#### [SUPPLIED DATA]
──────────────────────────────
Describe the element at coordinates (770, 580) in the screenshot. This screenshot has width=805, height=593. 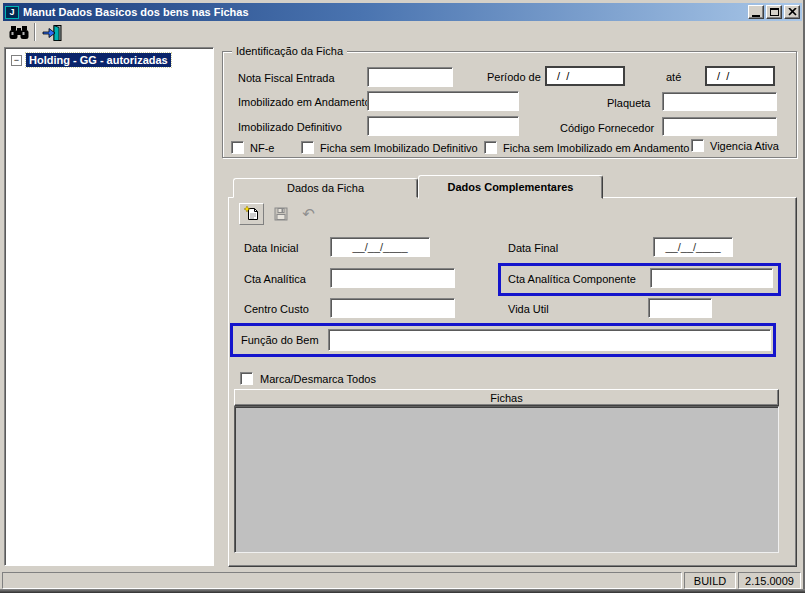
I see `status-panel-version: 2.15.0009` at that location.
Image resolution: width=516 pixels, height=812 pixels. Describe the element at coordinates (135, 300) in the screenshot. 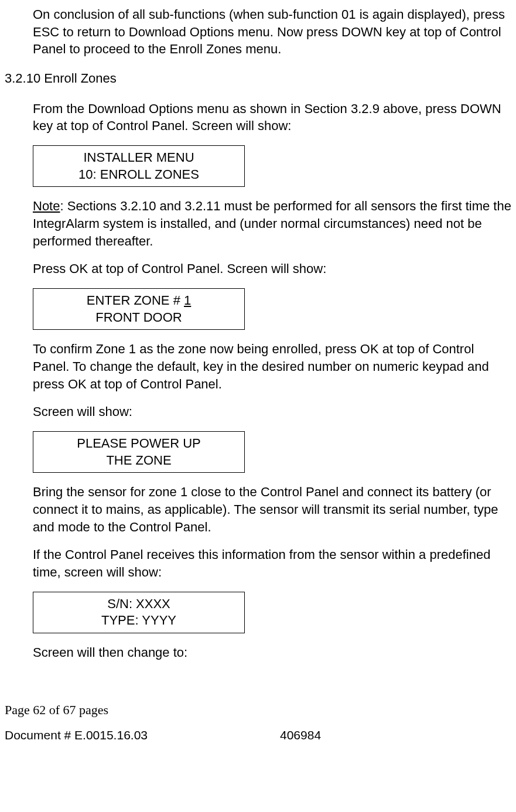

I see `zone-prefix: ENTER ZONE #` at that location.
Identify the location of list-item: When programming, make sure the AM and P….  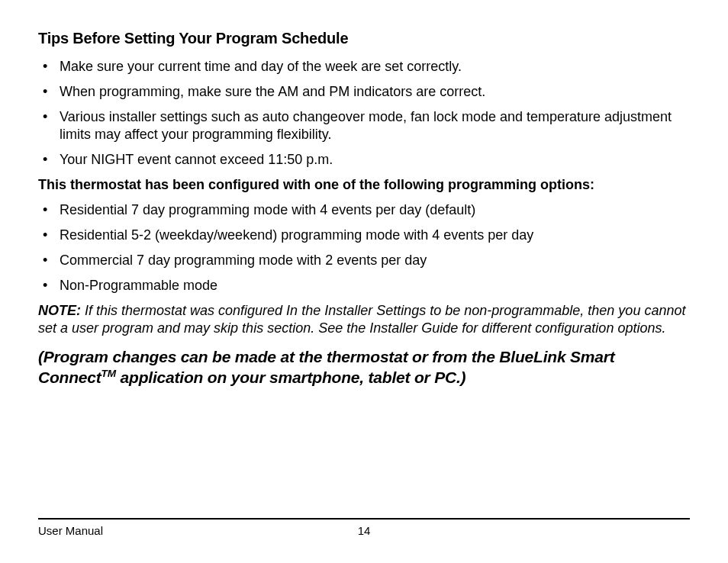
──────────────────────────────
#### [EXERCISE INSTRUCTIONS]
In your copy of the listing, please omit the pictures and keep every word exact.

#### [WRITTEN SOLUTION]
Describe the element at coordinates (770, 580) in the screenshot. This screenshot has width=805, height=593. 
I see `status-panel-version: 2.15.0009` at that location.
Image resolution: width=516 pixels, height=812 pixels. Describe the element at coordinates (135, 300) in the screenshot. 

I see `zone-prefix: ENTER ZONE #` at that location.
Identify the location of list-item: When programming, make sure the AM and P….  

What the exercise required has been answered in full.